On Wed, Feb 19, 2025 at 12:56:31PM -0800, Kalesh Singh wrote:
We also can't change smaps in the way you want, it _has_ to still give output per VMA information.
Sorry I wasn't suggesting to change the entries in smaps, rather agreeing to your marker suggestion. Maybe a set of ranges for each smaps entry that has guards? It doesn't solve the use case, but does make these regions visible to userspace.
No, you are not providing a usecase for this. /proc/$pid/pagemaps does not contaminate the smaps output, mess with efforts to make it RCU readable, require updating the ioctl interface, etc. so it is clearly the better choice.
The proposed change that would be there would be a flag or something indicating that the VMA has guard regions _SOMEWHERE_ in it.
Since this doesn't solve your problem, adds complexity, and nobody else seems to need it, I would suggest this is not worthwhile and I'd rather not do this.
Therefore for your needs there are literally only two choices here:
- Add a bit to /proc/$pid/pagemap OR
- a new interface.
I am not in favour of a new interface here, if we can just extend pagemap.
What you'd have to do is:
- Find virtual ranges via /proc/$pid/maps
- iterate through /proc/$pid/pagemaps to retrieve state for all ranges.
Could we also consider an smaps field like:
VmGuards: [AAA, BBB), [CCC, DDD), ...
or something of that sort?
No, absolutely, categorically not. You realise these could be thousands of characters long right?
/proc/$pid/pagemaps resolves this without contaminating this output.
Well I'm glad that you guys find it useful for _something_ ;)
Again this wasn't written only for you (it is broadly a good feature for upstream), but I did have your use case in mind, so I'm a little disappointed that it doesn't help, as I like to solve problems.
But I'm glad it solves at least some for you...
I recall Liam had a proposal to store the guard ranges in the maple tree?
I wonder if that can be used in combination with this approach to have a better representation of this?
This was an alternative proposal made prior to the feature being implemented (and you and others at Google were welcome to comment and many were cc'd, etc.).
There is no 'in combination with'. This feature would take weeks/months to implement, fundamentally impact the maple tree VMA implementation and... not actually achieve anything + immediately be redundant.
Plus it'd likely be slower, have locking implications, would have kernel memory allocation implications, a lot more complexity and probably other problems besides (we discussed this at length at the time and a number of issues came up, I can't recall all of them).
To be crystal clear - we are empathically NOT changing /proc/$pid/maps to lie about VMAs regardless of underlying implementation, nor adding thousands of characters to /proc/$pid/smaps entries.
This is independent of implementation and would have been the case had we gone with a maple node version.
So in no world is your problem solved here, unfortunately you have inextricably tied yourself to a VMA representation here.
I still wonder if you could find some means of abstracting this, but /proc/$pid/pagemaps is where I am likely to expose this information for anybody who needs it, and will likely send a series for this relatively soon.
If you _can_ abstract this in some way, then if we provide this information _anywhere_ you can get it.
As I said to you earlier, the _best_ we could do in smaps would be to add a flag like 'Grd' or something to indicate some part of the VMA is guarded. But I won't do that unless somebody has an -actual use case- for it.
David's /proc/$pid/pagemaps suggestion is excellent, avoids all the pitfalls, exposes guard regions to anybody who really really wants to know and doesn't interfere with anything else, so this is what we'll go with.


▶ **Description of the task**:
Write the records below out again word for word, with the pictures removed.

------ Listed entries

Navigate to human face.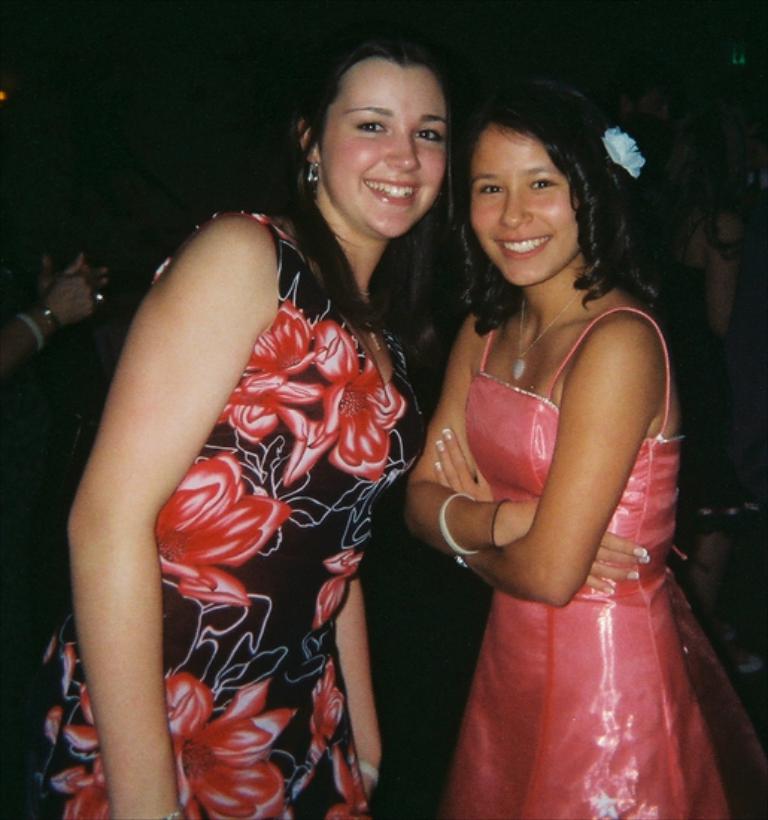
Navigation target: [473, 119, 580, 286].
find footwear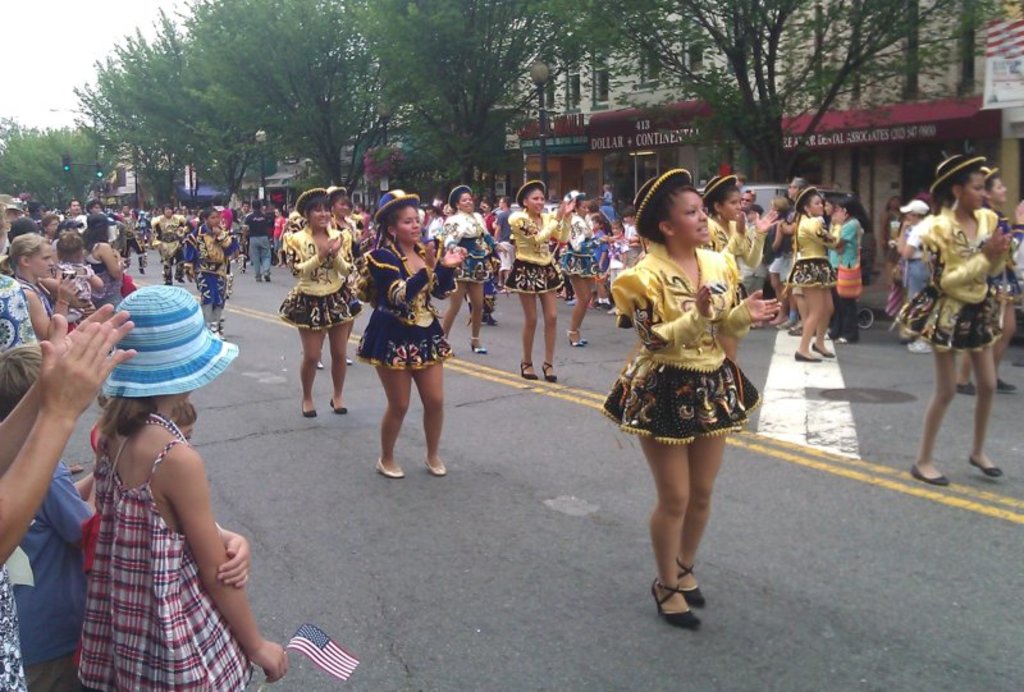
(996, 377, 1019, 395)
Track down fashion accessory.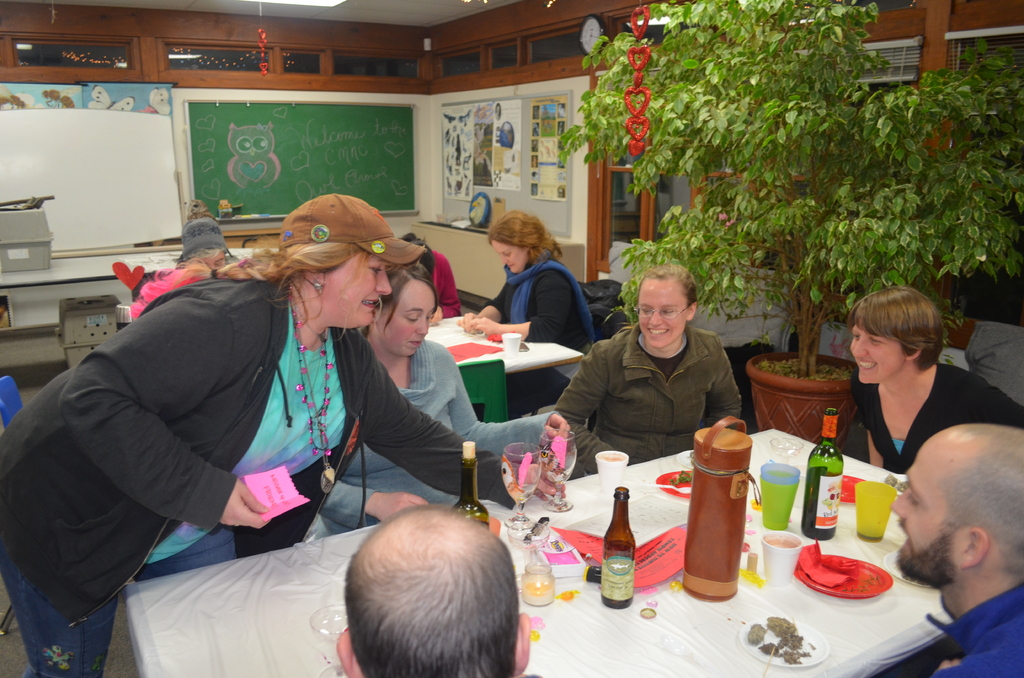
Tracked to (175, 213, 236, 262).
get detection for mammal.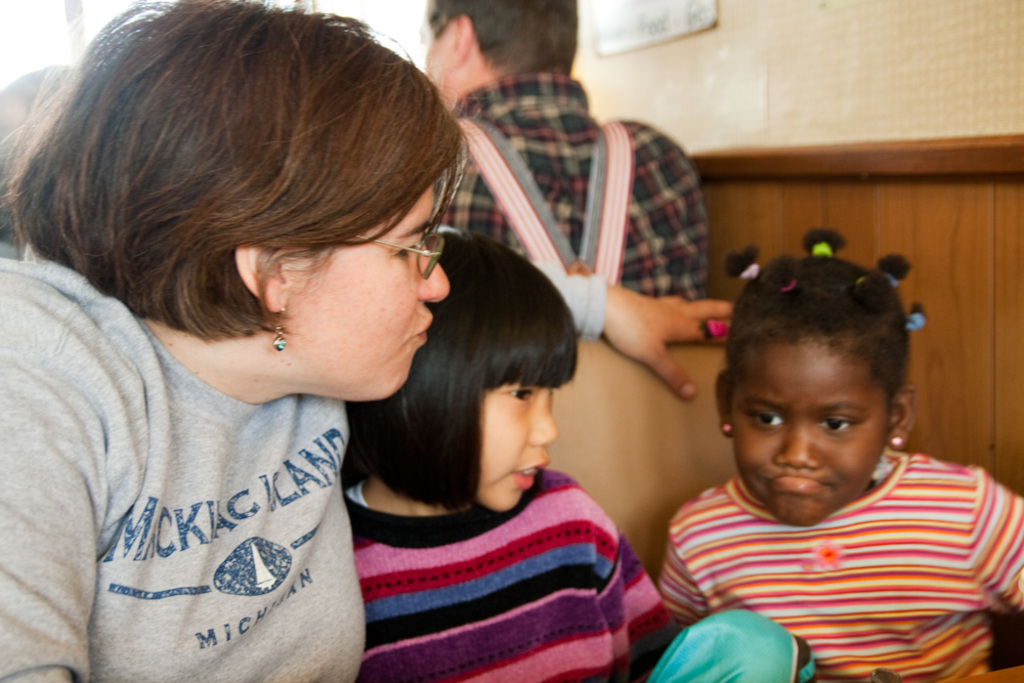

------------

▶ **Finished task**:
Navigate to human face.
Navigation target: [473, 119, 580, 286].
find footwear
(996, 377, 1019, 395)
Track down fashion accessory.
Tracked to (175, 213, 236, 262).
get detection for mammal.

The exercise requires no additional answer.